SPEC Benchmark of Avere FXT 2500 NAS
131,591 ops/s, 1.38ms overall response time
This is a Press Release edited by StorageNewsletter.com on October 16, 2009 at 2:49 pmAvere Systems announced results of benchmark testing of its recently announced FXT Series of NAS appliances, demonstrating the solution’s ability to provide the highest performance and most-efficient scaling with lowest cost vs. other disk-based solutions.
Results were achieved during testing of Avere FXT 2500 appliances using the Standard Performance Evaluation Corporationwww.spec.org SPECsfs2008_nfs.v3 benchmark in 1-, 2- and 6-node FXT configurations. With the 6-node configuration requiring just 79 disks, the system achieved a record-setting combination of 131,591 ops/sec throughput and minimal latency of 1.38ms ORT (overall response time). Results for the 1-, 2-, and 6-node configurations fully demonstrate the ability of FXT systems to provide linear performance scaling through clustering, delivering greater than 21.9K ops/sec per FXT node while maintaining 1.38ms or less ORT. When comparing all SPECsfs2008 results that achieved greater than 100k ops/sec throughput, Avere provided five times more ops/sec per disk than the other vendors.
"It was only a question of time before some entrepreneurial company was going to combine the power of scale-out NAS, SSDs and HDDs and, very importantly, an intelligent data movement algorithm to create a barn-burning NAS offering. Well, that company seems to be Avere Systems. The fact that this team has produced viable technology with commercial success before means IT and the industry must pay attention to them," said Arun Taneja, Founder, Taneja Group. "The SPECsfs benchmark results speak for themselves. To achieve these results with only 79 HDDs is incredibly brilliant."
The FXT appliances contain both solid-state storage and traditional spinning media to optimize performance without compromises on all types of workloads. Reads, writes and metadata are allocated to storage media via Avere’s unique approach to dynamic tiering. Allocation algorithms running on the FXT appliance monitor access patterns and workload type and manage data placement on multiple internal tiers to increase performance, distribute workload in the cluster and minimize requests to the mass storage server. Movement of data occurs in real-time – not in hours or days – and occurs at the file or even block level. All of this is done automatically by the system – there are no complex policies to configure or update.

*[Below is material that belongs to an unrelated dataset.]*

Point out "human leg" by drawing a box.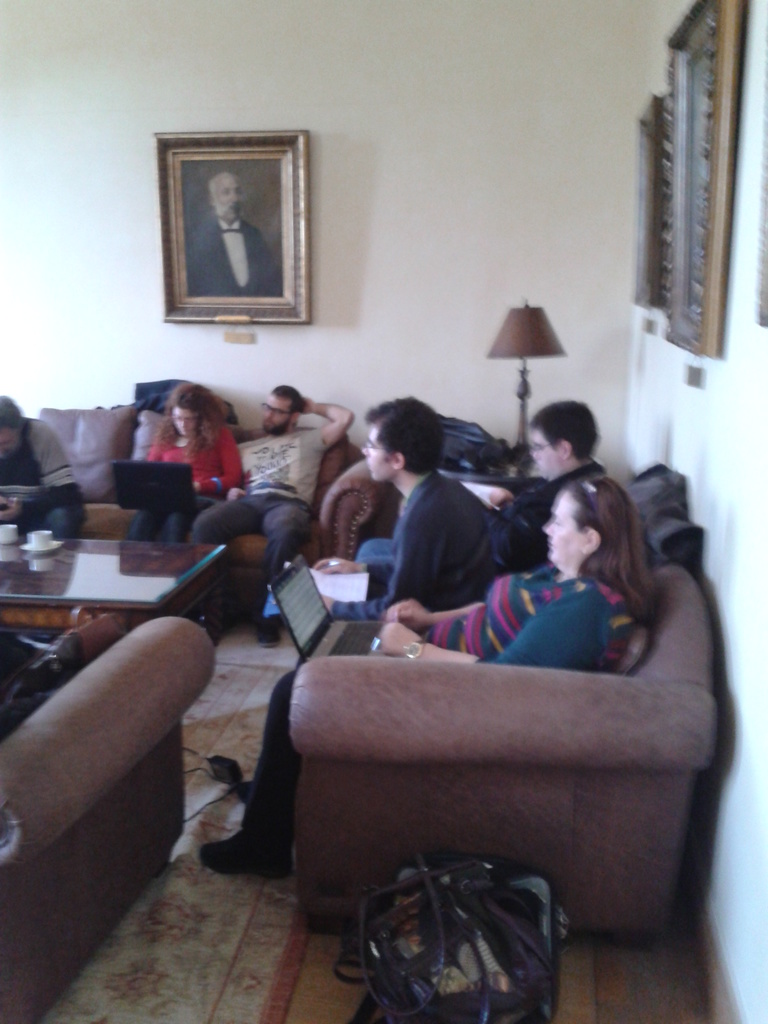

"Speeds and feeds are all well and good but if you have to pay an exorbitant amount to achieve them, then you are only winning half the battle," said Ron Bianchini, co-founder and CEO of Avere Systems. "Independent benchmarks, such as SPECsfs2008, demonstrate how the Avere FXT Series can supercharge the performance of NAS applications while achieving huge savings in price per gigabyte, as well as power, cooling and floor space. It’s a testament to the strength of our tiered approach to storage."
The Avere FXT 2500 features eight 450GB disks for 3.6TB of HDD capacity and up to 90TB per cluster. It comes in a 2U form factor and features 64GB of DRAM and 1GB of NVRAM with a maximum of 1.6TB of DRAM per cluster. FXT clusters can scale to 25 appliances and support millions of operations/sec performance and tens of gigabytes/sec throughput. Each appliance provides redundant network ports and power, and has either two 10GbE and two 1GbE network ports or ten 1GbE ports.